Family of autistic teen, CCSD tentatively agree to settle dispute for $350,000

Complaint involved attack on nonverbal Clark High student and his educational services

Image

Sun file photo

The exterior of Clark High School is pictured in October 2016 in this Sun file photo.

Sun, Apr 7, 2024 (2 a.m.)

The family of a nonverbal autistic Clark High School student has tentatively settled with the Clark County School District for $350,000 in response to its claims of an inadequate education and unsafe learning environment that led to someone scratching a swastika into the teen’s skin, an attorney for the family said late last week.

Lawyer Hillary Freeman said the money would go toward providing the student with individualized instruction, designed for people with autism, in a private clinical setting. She said it was a global settlement of the multifaceted due process complaint that the young man’s parents filed in November with the Nevada Department of Education, meaning the settlement agreement waives the family’s claims that their son did not receive his federally mandated appropriate education and that he was assaulted at Clark last spring by someone who scratched the antisemitic hate symbol into his back.

The young man, now 18, is Jewish and wears a yarmulke, a traditional head covering for Jewish boys and men. He was a 17-year-old 12th-grader at the time of the attack and spent most of his day in a self-contained special education class with a one-on-one aide and a service dog.

Freeman spoke on behalf of the teen and his parents, who want to remain anonymous.

Freeman noted that the clips of school surveillance footage that the legal team has do not prove that the attack happened on school grounds. They proposed the settlement based on the information they had at the moment.

“As it currently stands, we don’t have the official videos indicating that anything was absolutely wrong,” she said. “The parents wanted to move forward with accepting a global settlement because the longer they wait, the longer he goes without services.”

The young man’s parents withdrew him from Clark after the attack. He has since regressed and his behavior has deteriorated, Freeman said.

The teen’s mother noticed fresh scratch marks on his back when she was bathing him on the evening of March 9, 2023, according to a report she filed with the CCSD Police Department. Because of his disability, the young man was unable to explain what happened.

The complaint said a swastika was “physically carved into his back.” According to the complaint, the teen also came home from school that day with his service dog’s bag broken and re-sewn.

The investigating police officer closed the report about two weeks later, writing that it should remain closed “until new evidence or information can be obtained for further follow-up.” Freeman said criminal charges could be pursued if more evidence surfaced.

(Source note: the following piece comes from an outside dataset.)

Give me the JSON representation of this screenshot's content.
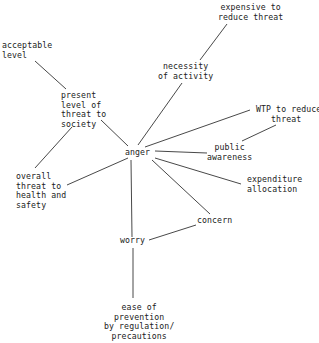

On the education front, Freeman said the teen’s IQ fell by 38 points because he received such a poor education in CCSD, dropping from 86 — which is considered on the low end of average, but not intellectually disabled — to 48, which is intellectually disabled.

IQ scores “can drop when you don’t have exposure to the environment and to different situations,” said Freeman, who specializes in disability and special education law. “It’s rare. I will say that I’ve never seen, in 20 years of practicing, somebody’s IQ drop that much. But it did, and I had two experts who confirmed that.”

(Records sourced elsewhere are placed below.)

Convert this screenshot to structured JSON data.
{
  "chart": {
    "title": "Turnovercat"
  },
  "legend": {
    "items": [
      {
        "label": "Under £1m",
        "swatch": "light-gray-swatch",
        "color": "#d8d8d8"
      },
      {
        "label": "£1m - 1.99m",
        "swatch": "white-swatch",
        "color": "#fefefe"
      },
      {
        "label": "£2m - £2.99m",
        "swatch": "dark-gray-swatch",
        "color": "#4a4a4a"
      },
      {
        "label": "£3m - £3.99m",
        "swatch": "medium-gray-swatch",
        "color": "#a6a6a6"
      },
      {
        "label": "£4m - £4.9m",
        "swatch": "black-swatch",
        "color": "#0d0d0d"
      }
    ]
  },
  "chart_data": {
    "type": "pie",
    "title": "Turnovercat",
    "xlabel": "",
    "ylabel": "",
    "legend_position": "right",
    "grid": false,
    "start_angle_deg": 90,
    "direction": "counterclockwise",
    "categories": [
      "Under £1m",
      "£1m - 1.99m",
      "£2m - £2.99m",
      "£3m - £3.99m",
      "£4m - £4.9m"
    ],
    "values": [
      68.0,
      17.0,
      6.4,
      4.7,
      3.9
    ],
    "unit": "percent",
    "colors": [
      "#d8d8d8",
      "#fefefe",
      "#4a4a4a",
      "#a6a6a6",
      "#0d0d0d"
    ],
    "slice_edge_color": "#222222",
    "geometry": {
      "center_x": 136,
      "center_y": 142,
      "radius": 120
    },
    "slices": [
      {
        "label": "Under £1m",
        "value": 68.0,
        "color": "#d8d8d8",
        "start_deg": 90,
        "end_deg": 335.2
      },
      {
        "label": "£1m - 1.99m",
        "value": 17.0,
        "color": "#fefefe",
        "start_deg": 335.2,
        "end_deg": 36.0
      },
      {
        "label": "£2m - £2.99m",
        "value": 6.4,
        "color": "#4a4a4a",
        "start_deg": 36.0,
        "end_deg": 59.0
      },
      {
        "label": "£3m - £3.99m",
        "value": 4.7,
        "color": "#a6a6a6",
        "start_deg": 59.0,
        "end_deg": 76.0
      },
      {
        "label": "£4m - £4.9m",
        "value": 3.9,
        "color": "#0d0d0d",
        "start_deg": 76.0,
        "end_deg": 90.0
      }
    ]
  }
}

Under federal law, all students in the United States who are identified as having a disability are entitled to a “free, appropriate public education,” and schools are required to create and annually update individualized education plans, or IEPs, that outline the special educational needs, educational goals and specialist services necessary to meet those goals based on the student’s identified disability.

The due process complaint said the teen had made “minimal, if any, educational progress” despite attending CCSD’s autism program since preschool. It also said CCSD proposed an unsatisfactory new proposal for this year.

“Notably, the IEP proposed by the district for the 2023-24 school year did not include any goals that advance his academic goals, functional communication and/or behaviors. To the extent there are goals related to these areas, the ‘goal’ is just designed to maintain an otherwise achieved goal,” the complaint said.

The Office of Inclusive Education in the Nevada Department of Education handles dispute resolution if a parent or guardian believes a school has violated special education law or regulation. Corrective action can include compensatory services or monetary reimbursement. The case was set for a hearing last week, but the settlement offer headed that off.

Freeman said the young man’s private education would be tailored to give him life skills. He will work on taking community outings and using language.

A CCSD spokesman said the district did not comment on pending litigation.